Friday 21 September 2012

Questioning Middle Palaeolithic Burial is NOT Like Beating a Dead Horse: Science's Michael Balter Writes About Neanderthal Burial As If It's an Open Question. More Power to Him!

For one of the very few times in my role as the leading subversive archaeologist on the internet I can say that every anthropologist needs to see this article. The subject goes to the heart of the 'debate' [more like a never-ending disagreement] as to whether or not the Neanderthals, their Mousterian contemporaries, and their antecedents had what you and I would recognize as the equivalent of the symbolic behaviour that is the hallmark of us modern humans.
     I am very pleased to point the interested readers of the Subversive Archaeologist to the Michael Balter article in Science to which I alluded in a blurt a few days ago. Kudos to my friends Harold Dibble and Alain Turq [and the whole équipe] for their courage in opening new excavations at the mega-important Middle Palaeolithic site of La Ferrassie (Dordogne, France). And a rousing 'Huzzah!' for Michael Balter for featuring this *cough* ground-breaking work in Science, and for having the good sense to interview me for the piece.
     While you're reading, remember that whenever Alain Turq says that articulated skeletons MUST have been purposefully buried, remember Rule #1 and what I've said previously about how wrong-headed the notion is.
     So, without further ado: Ta-Da!
     'Did Neandertals Truly Bury Their Dead?' by Michael Balter.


**WHAT IS EXPECTED:**
What is needed is the number of lines below that contain the string "span", with no other text.

**DATA TO PROCESS:**
━━━━━━

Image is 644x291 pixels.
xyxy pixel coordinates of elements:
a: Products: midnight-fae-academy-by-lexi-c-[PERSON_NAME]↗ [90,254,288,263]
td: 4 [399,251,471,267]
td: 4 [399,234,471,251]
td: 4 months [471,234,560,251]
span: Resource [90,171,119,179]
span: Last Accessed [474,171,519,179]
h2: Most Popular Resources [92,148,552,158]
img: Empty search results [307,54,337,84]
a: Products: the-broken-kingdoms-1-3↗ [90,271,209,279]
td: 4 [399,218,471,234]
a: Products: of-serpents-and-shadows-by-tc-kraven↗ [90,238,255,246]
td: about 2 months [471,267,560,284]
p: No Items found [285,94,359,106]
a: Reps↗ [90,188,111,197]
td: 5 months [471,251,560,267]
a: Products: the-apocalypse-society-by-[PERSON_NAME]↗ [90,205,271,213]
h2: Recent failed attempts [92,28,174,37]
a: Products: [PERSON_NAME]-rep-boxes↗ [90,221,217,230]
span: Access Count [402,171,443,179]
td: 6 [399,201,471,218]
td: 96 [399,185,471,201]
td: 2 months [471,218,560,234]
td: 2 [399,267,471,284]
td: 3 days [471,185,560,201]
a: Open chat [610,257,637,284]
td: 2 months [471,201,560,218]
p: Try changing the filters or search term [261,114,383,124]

━━━━━━

**PROBLEM SOLUTION:**
3